Exercise during childhood and adolescence may thwart some of the damaging effects of a high-fat diet such as obesity, heart disease and cancer, researchers have claimed.
Special role of ‘bone memory’
- The findings, based on the mouse study, revealed that the bone has the capacity to retain “memory” of its effects long even after the exercise has stopped.
Also read:Novel eye test may help analyze Autism - Furthermore,this bone memory then continues to change the way the body metabolises a high-fat diet.
- “What was remarkable was that these changes lasted long after the rats stopped doing that extra exercise into their mid-life,” said Justin O’Sullivan, a molecular geneticist at the University of Auckland in New Zealand.
- “The bone marrow carried a ‘memory’ of the effects of exercise.
- The rats still got fat, but that early extra exercise basically set them up so that even though
- they put on weight, they didn’t have the same profile of negative effects that is common with a high fat diet,” he added.
- Further, the study emphasized that childhood and adolescence are periods of rapid
- bone growth and exercise during this period may ensure a healthy adulthood.
- “If you reach optimal bone mass early in life, you’re less likely to suffer from broken bones or
- other bone-related problems as an adult,” explained Elwyn Firth, Professor from the university’s Liggins Institute.
Also read:Why you should drink green tea? - For the study, published in the journal Frontiers in Physiology, the team compared the bone
- health and metabolism of rats across different diet and exercise conditions,
- zeroing in on messenger molecules that signal the activity of genes in bone marrow.
- Furthermore the results showed that in the rats with high-fat diet and an exercise wheel the early extra
- physical activity caused inflammation-linked genes to be turned down.
Also read:Use Alcohol to boost memory! - In addition, exercise was also found to alter the way the rats’ bones metabolized energy from food,
- changing energy pathways that disrupt the body’s response to a high-calorie diet, the researchers said.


» **Exercise instructions**
Line tally for "Failed": state how many lines of the entries include it, with no other text.

• • • • • • •

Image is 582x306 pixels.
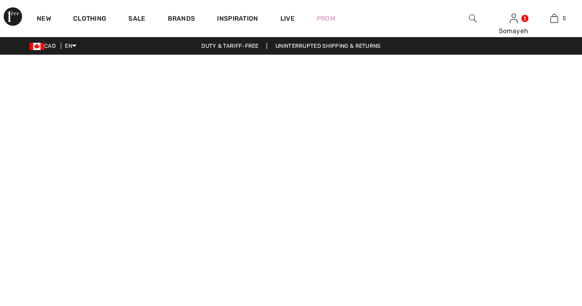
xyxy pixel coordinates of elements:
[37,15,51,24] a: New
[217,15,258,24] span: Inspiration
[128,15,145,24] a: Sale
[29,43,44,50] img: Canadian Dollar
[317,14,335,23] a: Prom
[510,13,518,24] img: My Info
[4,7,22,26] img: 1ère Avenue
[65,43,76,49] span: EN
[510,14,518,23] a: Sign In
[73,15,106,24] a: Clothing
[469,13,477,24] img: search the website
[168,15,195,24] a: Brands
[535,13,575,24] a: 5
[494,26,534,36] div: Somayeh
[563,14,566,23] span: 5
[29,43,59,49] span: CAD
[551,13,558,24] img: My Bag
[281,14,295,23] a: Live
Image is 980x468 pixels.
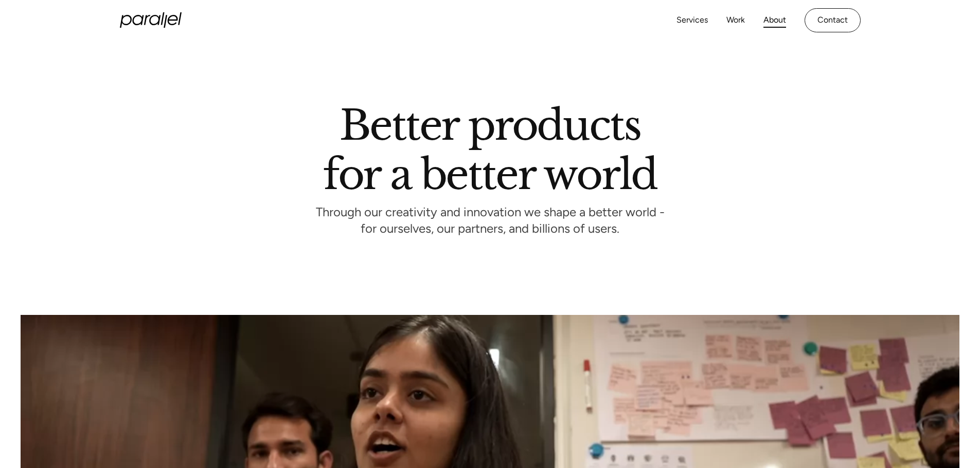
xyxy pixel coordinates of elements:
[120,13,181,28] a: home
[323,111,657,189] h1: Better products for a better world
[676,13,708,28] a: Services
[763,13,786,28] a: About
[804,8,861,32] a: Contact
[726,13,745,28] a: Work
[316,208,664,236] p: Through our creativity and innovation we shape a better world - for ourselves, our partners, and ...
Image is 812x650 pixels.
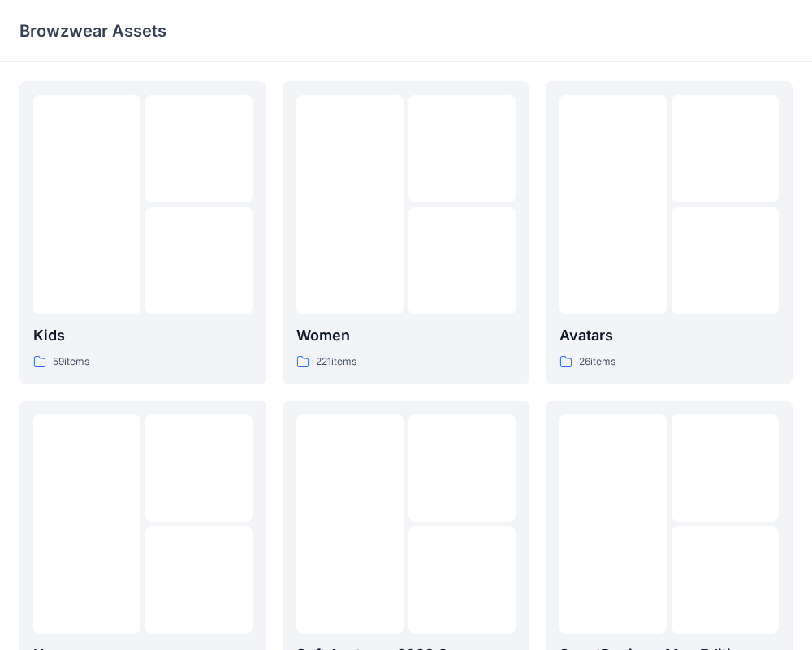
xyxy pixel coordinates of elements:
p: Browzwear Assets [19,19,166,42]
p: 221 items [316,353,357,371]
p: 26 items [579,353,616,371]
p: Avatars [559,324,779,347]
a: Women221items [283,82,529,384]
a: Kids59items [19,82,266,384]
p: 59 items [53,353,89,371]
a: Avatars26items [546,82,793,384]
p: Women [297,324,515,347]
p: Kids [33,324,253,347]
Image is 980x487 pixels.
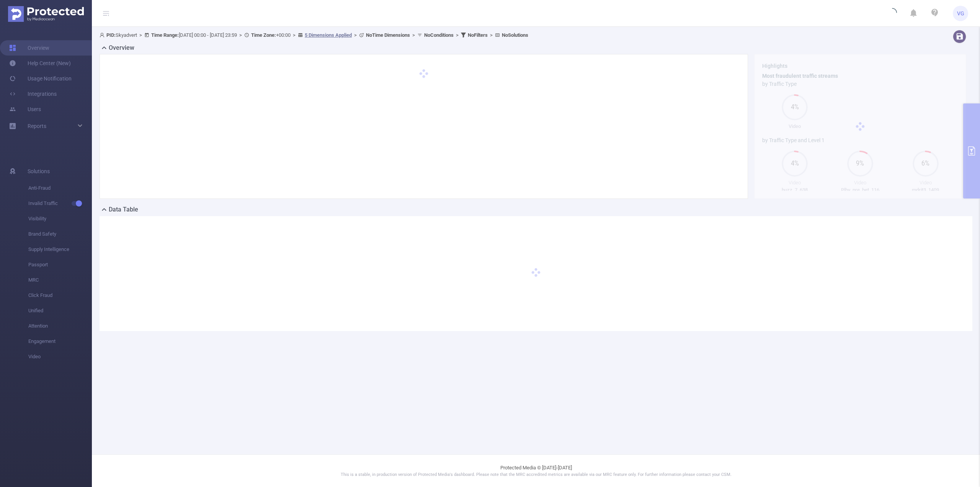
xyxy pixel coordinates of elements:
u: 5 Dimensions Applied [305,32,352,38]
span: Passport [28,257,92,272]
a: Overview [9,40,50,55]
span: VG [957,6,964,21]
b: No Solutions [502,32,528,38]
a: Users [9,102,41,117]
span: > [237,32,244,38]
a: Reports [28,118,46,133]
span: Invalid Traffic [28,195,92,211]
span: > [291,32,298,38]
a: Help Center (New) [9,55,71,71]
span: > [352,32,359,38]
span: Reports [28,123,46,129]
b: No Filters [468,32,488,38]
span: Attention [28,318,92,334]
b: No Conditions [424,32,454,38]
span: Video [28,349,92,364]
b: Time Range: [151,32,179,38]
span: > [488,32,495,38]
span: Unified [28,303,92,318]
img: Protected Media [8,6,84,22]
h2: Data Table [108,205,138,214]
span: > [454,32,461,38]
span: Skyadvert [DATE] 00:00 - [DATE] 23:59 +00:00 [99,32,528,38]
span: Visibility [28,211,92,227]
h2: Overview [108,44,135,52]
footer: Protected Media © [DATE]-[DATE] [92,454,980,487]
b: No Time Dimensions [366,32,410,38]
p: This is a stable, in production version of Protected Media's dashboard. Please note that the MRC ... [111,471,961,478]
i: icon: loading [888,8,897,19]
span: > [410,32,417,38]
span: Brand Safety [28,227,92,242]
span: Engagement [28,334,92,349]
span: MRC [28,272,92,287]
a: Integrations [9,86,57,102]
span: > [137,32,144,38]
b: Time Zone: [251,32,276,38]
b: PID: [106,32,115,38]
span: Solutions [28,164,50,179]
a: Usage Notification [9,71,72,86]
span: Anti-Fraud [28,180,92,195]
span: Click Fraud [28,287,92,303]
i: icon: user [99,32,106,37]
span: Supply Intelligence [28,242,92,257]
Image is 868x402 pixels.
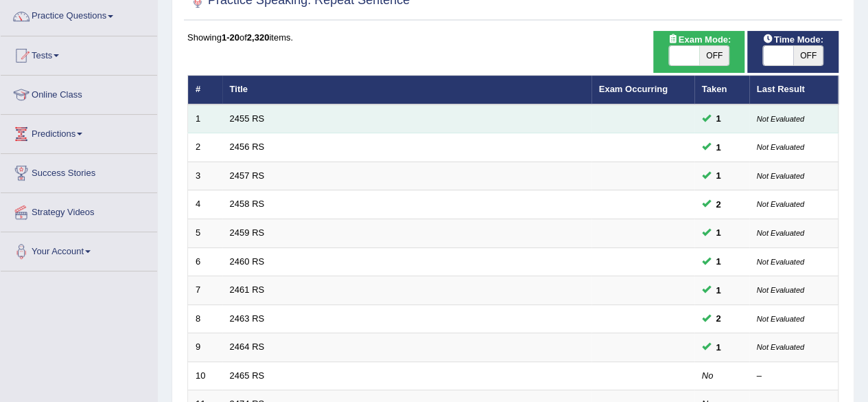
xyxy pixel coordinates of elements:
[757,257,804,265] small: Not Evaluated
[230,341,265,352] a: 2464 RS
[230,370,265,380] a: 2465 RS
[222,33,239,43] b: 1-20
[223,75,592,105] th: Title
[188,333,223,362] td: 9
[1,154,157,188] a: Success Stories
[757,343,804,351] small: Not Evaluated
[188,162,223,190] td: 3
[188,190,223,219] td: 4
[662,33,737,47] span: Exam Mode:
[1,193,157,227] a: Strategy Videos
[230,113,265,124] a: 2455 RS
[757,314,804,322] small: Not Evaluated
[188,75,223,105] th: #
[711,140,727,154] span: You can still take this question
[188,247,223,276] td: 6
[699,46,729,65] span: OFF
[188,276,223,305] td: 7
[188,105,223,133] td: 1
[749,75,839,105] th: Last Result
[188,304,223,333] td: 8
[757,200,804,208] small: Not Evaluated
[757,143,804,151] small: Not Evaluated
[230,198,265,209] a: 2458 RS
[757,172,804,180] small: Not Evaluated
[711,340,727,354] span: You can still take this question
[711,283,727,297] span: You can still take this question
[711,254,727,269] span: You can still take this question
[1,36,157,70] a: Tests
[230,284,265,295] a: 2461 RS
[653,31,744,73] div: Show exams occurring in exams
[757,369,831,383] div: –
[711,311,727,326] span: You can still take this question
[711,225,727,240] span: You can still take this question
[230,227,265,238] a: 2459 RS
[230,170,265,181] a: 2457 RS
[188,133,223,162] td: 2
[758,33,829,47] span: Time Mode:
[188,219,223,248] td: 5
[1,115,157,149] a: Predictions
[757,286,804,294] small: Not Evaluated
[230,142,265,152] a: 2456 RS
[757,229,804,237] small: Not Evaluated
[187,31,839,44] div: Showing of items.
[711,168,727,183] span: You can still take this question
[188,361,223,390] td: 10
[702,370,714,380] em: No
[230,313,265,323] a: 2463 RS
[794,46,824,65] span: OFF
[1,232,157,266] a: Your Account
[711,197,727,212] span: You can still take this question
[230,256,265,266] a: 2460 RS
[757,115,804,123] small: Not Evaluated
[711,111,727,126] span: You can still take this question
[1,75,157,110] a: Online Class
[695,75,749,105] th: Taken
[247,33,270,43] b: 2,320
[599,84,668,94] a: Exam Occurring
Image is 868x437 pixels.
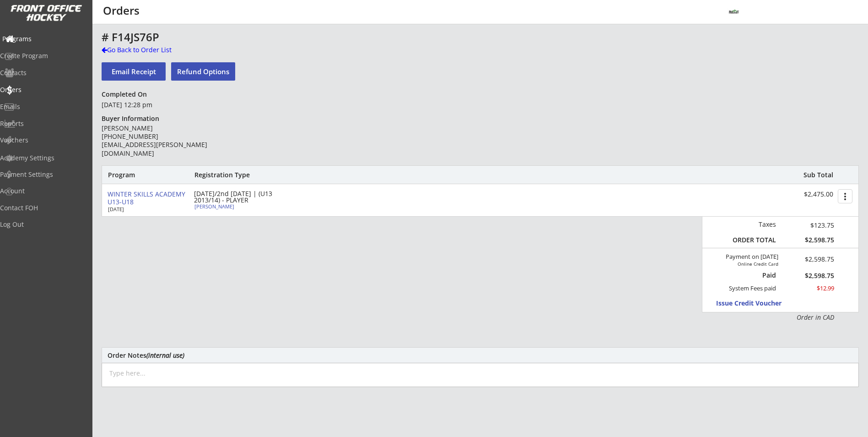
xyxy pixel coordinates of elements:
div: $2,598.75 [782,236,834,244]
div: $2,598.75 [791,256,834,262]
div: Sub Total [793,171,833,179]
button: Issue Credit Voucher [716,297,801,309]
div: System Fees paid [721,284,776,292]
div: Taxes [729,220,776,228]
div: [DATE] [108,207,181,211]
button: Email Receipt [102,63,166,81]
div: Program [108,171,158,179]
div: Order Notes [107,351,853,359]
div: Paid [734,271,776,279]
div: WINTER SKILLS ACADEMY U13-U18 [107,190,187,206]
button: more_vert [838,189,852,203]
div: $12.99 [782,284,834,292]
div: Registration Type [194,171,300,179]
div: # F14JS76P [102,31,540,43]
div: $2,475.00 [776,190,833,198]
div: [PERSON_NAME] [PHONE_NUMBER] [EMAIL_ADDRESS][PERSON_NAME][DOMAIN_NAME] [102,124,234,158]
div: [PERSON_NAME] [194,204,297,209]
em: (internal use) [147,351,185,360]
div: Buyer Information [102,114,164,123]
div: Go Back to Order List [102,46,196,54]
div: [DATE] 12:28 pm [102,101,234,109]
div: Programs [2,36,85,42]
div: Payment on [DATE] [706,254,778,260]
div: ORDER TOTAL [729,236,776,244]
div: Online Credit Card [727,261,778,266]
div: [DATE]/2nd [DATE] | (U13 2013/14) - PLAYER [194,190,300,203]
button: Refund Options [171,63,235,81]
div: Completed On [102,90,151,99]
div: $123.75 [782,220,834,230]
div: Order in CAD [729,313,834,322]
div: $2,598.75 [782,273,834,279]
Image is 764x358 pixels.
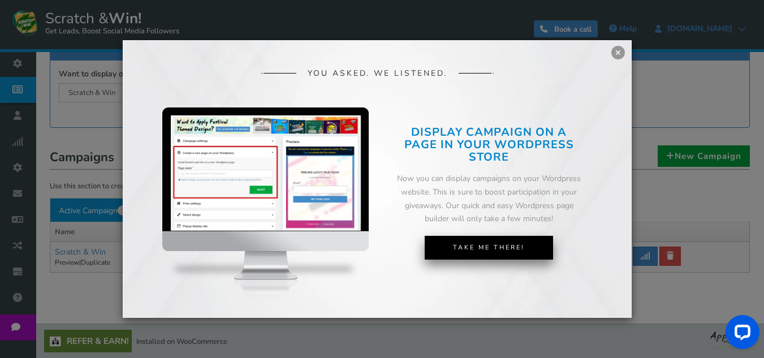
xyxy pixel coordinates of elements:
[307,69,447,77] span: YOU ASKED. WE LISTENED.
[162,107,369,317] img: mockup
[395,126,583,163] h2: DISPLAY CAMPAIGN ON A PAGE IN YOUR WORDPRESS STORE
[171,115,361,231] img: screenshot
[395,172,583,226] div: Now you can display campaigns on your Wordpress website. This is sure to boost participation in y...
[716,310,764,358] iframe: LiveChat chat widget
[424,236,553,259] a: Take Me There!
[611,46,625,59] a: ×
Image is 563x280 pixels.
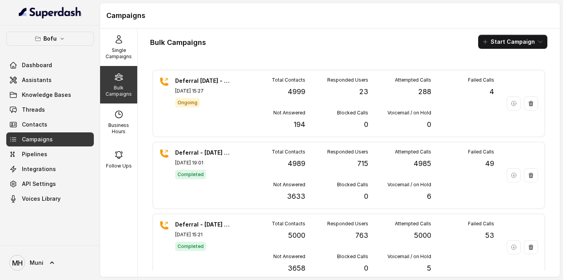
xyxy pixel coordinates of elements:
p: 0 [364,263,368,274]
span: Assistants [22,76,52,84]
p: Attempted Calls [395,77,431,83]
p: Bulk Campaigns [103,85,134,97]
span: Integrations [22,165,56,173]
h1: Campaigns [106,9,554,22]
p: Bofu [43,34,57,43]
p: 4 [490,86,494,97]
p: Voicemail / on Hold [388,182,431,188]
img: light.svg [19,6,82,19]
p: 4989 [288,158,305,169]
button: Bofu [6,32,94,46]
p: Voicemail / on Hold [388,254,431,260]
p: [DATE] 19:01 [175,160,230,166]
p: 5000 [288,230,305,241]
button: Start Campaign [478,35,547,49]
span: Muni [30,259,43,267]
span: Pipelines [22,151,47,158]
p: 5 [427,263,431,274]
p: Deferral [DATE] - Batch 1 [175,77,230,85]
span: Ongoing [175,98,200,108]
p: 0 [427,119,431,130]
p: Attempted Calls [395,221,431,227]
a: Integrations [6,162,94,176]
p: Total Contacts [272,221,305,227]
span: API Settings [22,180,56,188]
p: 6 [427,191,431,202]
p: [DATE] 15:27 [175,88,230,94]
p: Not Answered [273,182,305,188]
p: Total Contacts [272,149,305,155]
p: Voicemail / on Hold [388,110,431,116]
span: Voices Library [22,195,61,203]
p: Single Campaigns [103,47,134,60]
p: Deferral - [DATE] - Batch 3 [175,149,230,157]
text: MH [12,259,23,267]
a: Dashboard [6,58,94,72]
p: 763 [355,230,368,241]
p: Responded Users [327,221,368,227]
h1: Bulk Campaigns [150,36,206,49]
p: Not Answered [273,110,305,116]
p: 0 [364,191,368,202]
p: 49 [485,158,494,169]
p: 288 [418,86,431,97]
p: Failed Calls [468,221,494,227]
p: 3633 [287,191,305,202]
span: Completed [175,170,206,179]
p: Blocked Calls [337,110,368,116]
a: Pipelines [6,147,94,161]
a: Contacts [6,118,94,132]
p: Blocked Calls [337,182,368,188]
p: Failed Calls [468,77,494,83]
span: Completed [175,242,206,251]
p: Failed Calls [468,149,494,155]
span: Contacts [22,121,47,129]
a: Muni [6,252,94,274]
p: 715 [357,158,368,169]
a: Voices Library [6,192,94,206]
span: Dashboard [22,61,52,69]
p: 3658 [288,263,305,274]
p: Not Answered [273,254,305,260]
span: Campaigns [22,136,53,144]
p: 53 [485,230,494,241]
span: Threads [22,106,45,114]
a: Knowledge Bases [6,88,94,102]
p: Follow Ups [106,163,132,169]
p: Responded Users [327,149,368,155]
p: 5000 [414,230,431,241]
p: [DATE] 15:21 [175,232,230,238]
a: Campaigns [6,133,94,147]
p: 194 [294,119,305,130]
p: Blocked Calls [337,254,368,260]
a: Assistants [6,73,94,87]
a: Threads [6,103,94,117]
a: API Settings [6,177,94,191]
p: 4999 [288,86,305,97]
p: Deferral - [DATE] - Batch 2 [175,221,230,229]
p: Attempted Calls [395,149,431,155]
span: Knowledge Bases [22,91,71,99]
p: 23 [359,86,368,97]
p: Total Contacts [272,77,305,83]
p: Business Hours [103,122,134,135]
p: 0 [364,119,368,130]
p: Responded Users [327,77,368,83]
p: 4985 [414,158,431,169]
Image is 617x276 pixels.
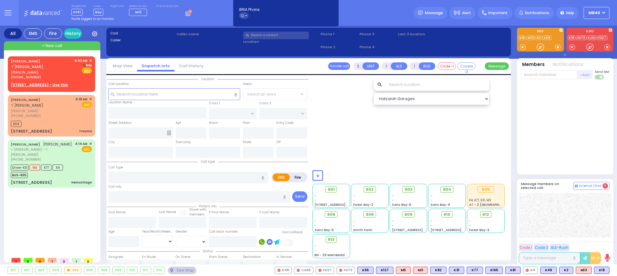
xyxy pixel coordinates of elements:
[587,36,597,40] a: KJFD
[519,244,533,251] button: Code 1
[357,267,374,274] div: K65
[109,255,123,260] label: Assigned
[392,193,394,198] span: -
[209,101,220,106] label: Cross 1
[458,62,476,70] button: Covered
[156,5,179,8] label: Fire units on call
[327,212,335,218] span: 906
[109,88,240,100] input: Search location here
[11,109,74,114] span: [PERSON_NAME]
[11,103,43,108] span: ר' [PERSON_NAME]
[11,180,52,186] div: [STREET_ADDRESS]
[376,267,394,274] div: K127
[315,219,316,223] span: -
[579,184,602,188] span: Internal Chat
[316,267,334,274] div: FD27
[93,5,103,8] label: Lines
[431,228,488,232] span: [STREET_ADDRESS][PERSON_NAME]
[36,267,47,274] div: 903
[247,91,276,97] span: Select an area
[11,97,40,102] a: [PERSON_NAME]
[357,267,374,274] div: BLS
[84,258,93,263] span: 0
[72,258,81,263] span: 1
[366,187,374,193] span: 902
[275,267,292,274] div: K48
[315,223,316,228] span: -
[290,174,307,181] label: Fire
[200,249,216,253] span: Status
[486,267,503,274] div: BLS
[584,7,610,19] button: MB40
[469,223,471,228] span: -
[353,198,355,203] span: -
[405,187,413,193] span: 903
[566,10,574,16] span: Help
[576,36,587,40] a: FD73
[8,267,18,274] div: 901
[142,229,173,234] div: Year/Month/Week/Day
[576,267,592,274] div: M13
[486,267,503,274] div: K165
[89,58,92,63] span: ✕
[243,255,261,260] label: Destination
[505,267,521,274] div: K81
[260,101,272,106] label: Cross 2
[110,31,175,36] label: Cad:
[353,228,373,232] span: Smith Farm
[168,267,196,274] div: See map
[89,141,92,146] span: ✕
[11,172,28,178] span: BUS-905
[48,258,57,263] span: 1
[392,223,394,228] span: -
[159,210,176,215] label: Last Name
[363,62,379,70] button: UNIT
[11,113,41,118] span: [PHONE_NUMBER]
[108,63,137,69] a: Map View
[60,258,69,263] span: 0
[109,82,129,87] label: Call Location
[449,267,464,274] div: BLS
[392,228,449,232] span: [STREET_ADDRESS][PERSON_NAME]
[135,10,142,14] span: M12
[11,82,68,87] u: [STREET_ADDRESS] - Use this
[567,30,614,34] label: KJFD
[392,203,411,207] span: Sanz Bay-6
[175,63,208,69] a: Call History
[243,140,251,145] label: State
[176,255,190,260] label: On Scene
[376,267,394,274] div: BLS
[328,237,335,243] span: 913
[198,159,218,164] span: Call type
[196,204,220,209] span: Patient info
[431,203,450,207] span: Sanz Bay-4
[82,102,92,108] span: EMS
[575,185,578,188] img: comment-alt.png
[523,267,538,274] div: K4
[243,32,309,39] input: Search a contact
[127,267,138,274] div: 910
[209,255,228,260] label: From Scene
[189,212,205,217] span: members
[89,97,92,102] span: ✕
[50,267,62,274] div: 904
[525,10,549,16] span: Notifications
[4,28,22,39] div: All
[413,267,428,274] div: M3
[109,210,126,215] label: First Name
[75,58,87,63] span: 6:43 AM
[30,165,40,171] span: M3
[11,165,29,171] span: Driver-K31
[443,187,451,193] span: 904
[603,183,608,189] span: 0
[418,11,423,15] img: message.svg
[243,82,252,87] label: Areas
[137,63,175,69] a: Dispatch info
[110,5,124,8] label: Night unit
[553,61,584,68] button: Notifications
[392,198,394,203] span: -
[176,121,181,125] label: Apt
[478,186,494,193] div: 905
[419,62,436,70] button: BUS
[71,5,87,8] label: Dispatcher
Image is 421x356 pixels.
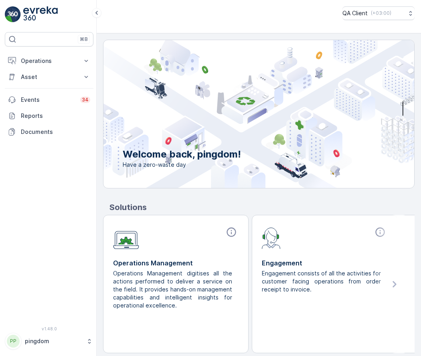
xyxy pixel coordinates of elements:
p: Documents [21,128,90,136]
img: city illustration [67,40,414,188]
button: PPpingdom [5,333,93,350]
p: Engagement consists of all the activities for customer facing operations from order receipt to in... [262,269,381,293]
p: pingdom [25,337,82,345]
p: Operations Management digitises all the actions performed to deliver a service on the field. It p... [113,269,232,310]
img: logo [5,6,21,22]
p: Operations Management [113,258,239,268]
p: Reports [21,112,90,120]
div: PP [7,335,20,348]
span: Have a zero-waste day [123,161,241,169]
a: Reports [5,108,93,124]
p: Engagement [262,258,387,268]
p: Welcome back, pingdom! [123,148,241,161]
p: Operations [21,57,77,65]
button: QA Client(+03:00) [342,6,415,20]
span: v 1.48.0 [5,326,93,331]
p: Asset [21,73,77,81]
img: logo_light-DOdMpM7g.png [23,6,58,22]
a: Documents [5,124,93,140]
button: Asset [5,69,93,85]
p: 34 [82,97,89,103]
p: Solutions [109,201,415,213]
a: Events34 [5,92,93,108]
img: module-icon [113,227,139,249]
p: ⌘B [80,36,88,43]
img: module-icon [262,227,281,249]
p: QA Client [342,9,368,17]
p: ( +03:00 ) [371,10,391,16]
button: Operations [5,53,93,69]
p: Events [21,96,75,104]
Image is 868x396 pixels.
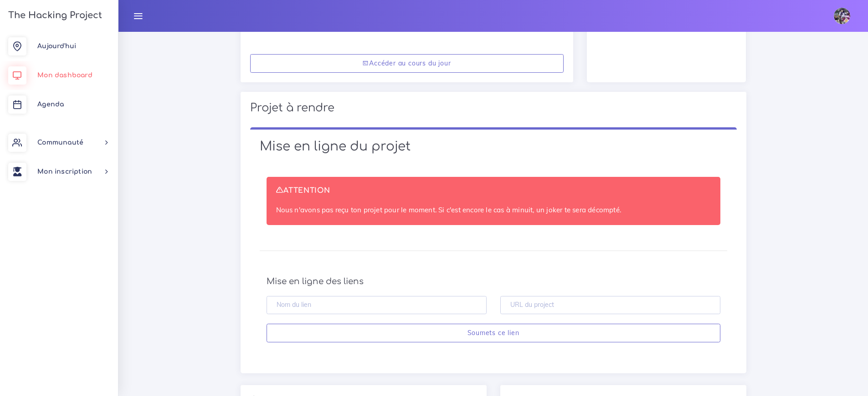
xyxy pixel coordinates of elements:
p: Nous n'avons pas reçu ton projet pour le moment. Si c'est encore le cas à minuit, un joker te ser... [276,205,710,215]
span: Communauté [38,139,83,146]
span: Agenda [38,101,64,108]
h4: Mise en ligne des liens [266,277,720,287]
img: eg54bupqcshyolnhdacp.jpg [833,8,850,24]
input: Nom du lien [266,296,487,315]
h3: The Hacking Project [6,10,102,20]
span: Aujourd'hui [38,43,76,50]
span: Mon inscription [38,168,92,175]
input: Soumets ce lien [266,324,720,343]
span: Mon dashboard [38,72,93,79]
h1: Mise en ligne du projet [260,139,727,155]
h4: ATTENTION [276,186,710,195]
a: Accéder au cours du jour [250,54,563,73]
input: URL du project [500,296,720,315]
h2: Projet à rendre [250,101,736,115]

• • • • • • •

» **Written answer**
3